Janie Hampton, of Temple Road, Cowley, Oxford, plans to raise enough money to relaunch the oldest boat in Africa as a hospital ship.

Last week, her cause — The Chauncy Maples Malawi Trust — became a registered charity.

Mrs Hampton recently won a free £1,000 bet after being nominated in the William Hill Sports Book Awards for The Austerity Olympics, which explored the 1948 London Games.

She said she now intended to place the entire sum on the outcome of Sunday’s university rowing event.

Mrs Hampton said: “Hopefully Oxford (4/11 favourites) will win and then all the money will go into the fund.”

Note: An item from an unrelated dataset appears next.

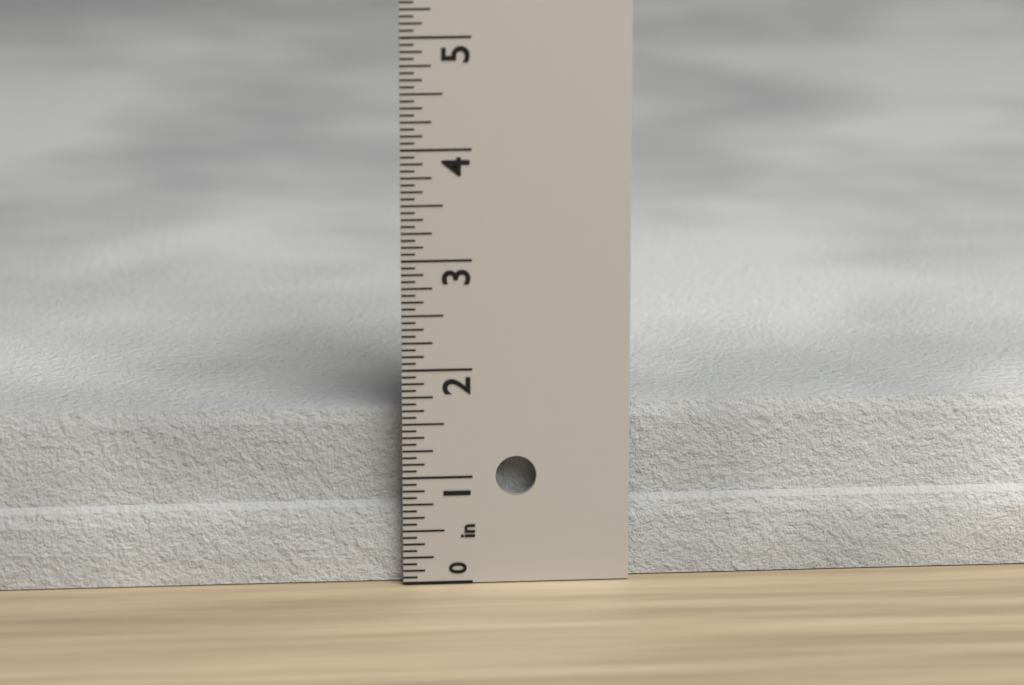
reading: 1.5625 in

The Chauncy Maples is a 150-ton steamship built in 1898 by the British United Mission to Central Africa.

It is named after a former curate of St Mary and Magdalen and Bishop of Nyasaland who drowned in Lake Malawi, where the boat now sits, in 1895.

The ship was initially used as a missionary school, an emergency refuge from Arab slave traders and a hospital, but was commandeered as a troop carrier and naval gunboat during the First World War.

After the Universities Mission to Central Africa sold the boat to the Malawi government in 1953, she became a passenger and cargo vessel.

The boat is currently used as a bar and hasn’t sailed on Lake Malawi for a decade.

But Mrs Hampton plans to help raise £250,000 to equip it as a floating hospital clinic, which will serve the local population.

She said: “This is a very exciting and unique project. She’s the oldest ship in Africa and she’s beautiful.

“There are about two million people that have no access to healthcare because they live at the side of the lake and there are no roads.

“There is a huge amount of malaria, HIV and Aids and tuberculosis.

“The living conditions are very basic. They live in huts made from mud and straw and they might have a pit latrine and bathe in the lake.”

If all goes to plan, the boat will be up and running by next summer. The East African country’s government will then pay the ongoing costs of the Glasgow-built steamer.